[[ Record set, beginning ]]
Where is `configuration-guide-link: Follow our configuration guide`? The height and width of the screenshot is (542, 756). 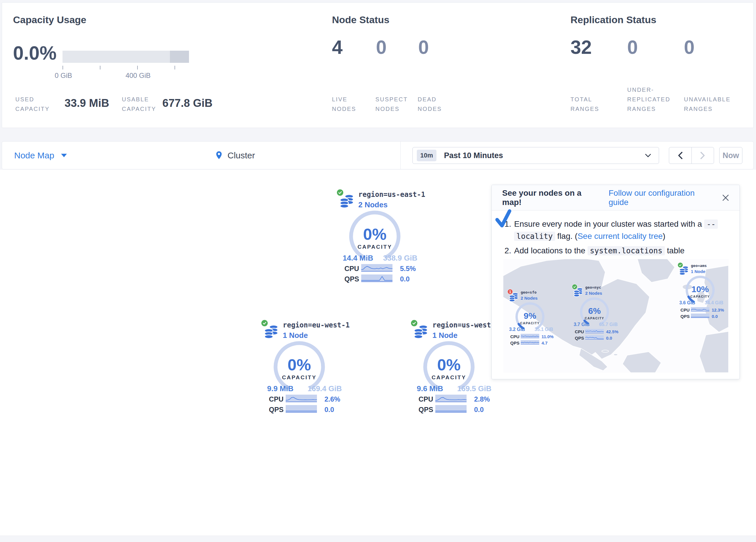
configuration-guide-link: Follow our configuration guide is located at coordinates (662, 198).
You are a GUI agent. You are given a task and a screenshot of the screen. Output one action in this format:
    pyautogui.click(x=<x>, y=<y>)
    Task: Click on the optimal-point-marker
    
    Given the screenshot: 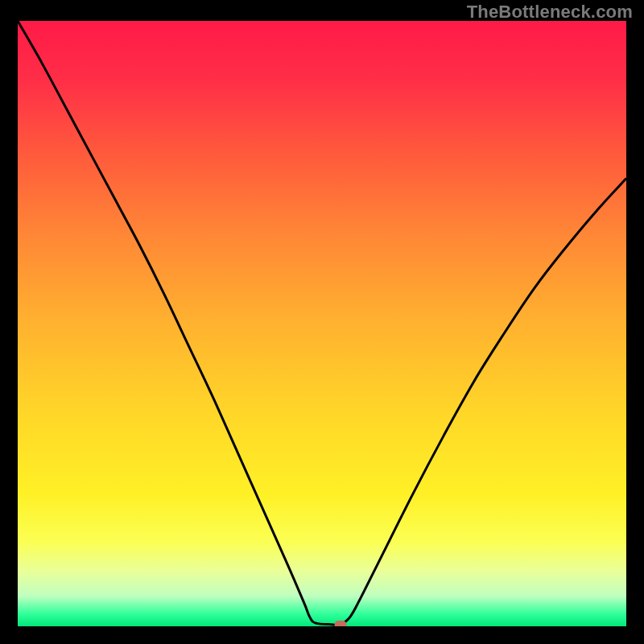 What is the action you would take?
    pyautogui.click(x=340, y=623)
    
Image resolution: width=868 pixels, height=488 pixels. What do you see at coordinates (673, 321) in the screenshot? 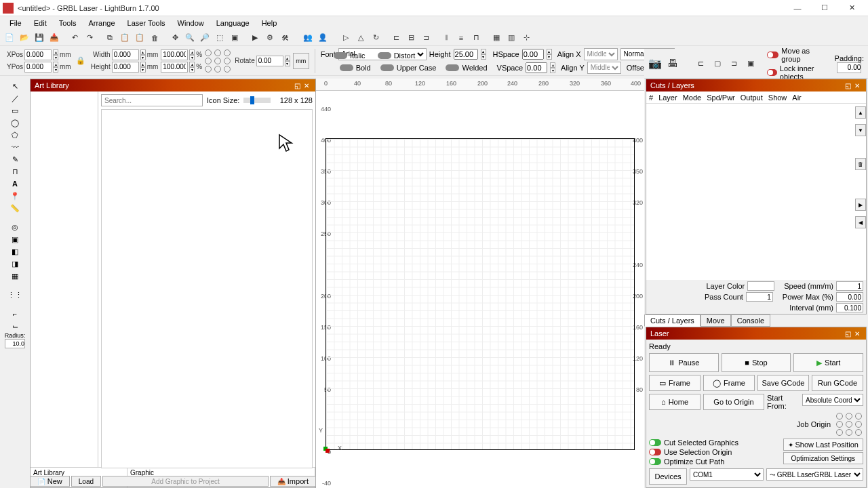
I see `tab-cutslayers: Cuts / Layers` at bounding box center [673, 321].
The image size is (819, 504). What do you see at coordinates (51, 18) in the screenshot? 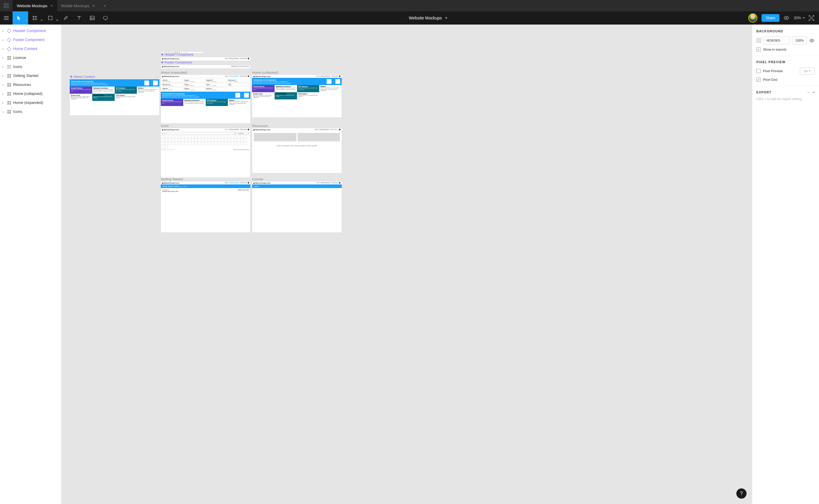
I see `shape-tool` at bounding box center [51, 18].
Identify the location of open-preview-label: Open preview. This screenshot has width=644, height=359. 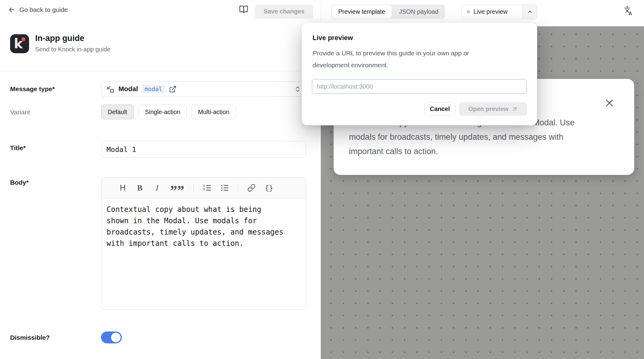
(489, 109).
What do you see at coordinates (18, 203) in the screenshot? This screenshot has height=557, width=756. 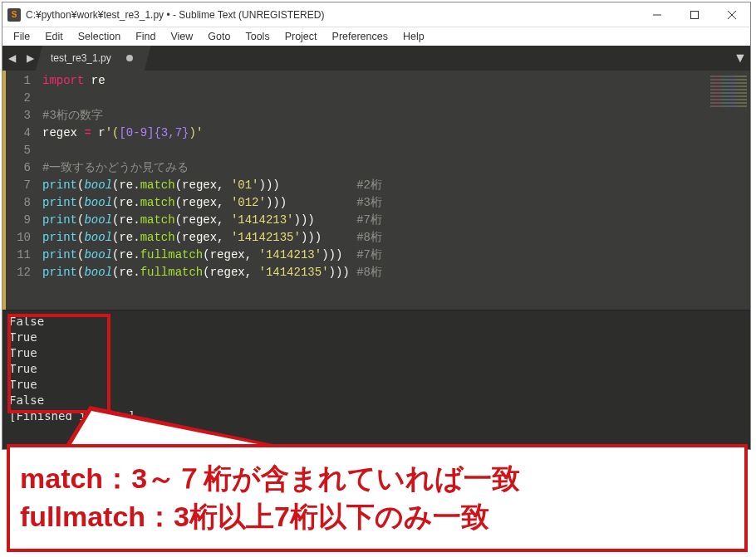 I see `line-number: 8` at bounding box center [18, 203].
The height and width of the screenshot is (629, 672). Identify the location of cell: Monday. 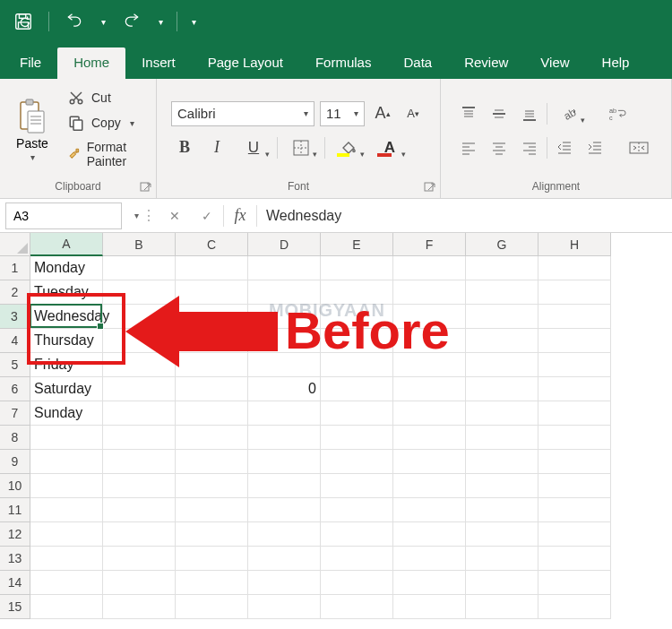
(66, 269).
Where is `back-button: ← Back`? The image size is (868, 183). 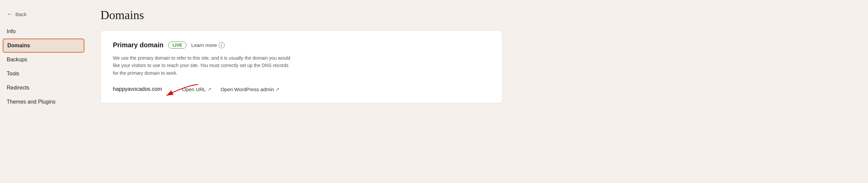 back-button: ← Back is located at coordinates (43, 16).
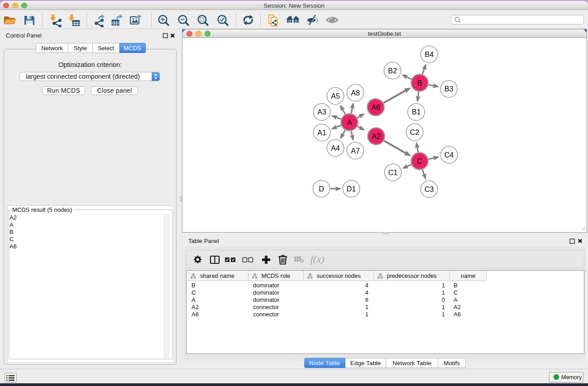 This screenshot has width=588, height=386. Describe the element at coordinates (393, 173) in the screenshot. I see `svg-text: C1` at that location.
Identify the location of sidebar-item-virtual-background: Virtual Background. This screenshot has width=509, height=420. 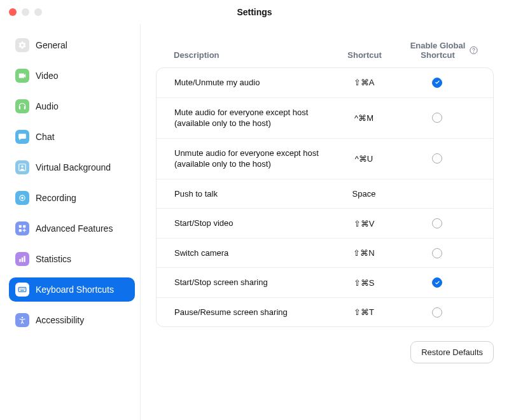
(72, 167).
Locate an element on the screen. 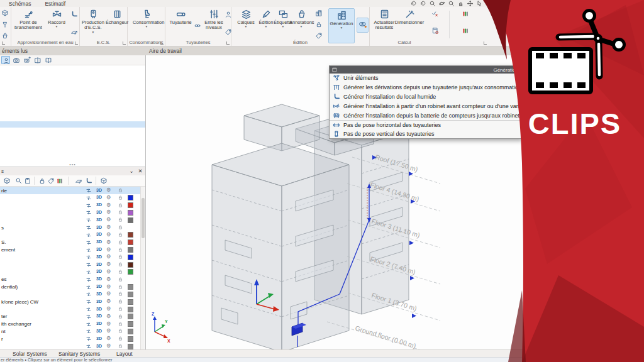  surface-icon is located at coordinates (79, 181).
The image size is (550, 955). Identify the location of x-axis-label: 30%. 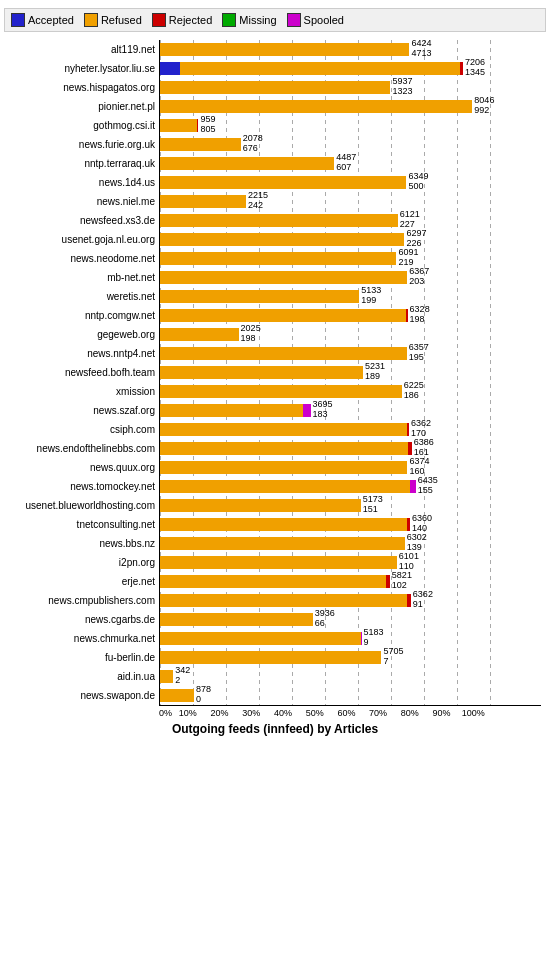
[[ Record set, end ]]
The reply should hold only the lines running from the top of the records to the line containing "Task: Click on the optimal-point-marker", both included, copied exactly with no pictures.

Where is `configuration-guide-link: Follow our configuration guide`? The height and width of the screenshot is (542, 756). 
configuration-guide-link: Follow our configuration guide is located at coordinates (662, 198).
You are a GUI agent. You are given a task and a screenshot of the screen. Output one action in this format:
    pyautogui.click(x=<x>, y=<y>)
    Task: Click on the optimal-point-marker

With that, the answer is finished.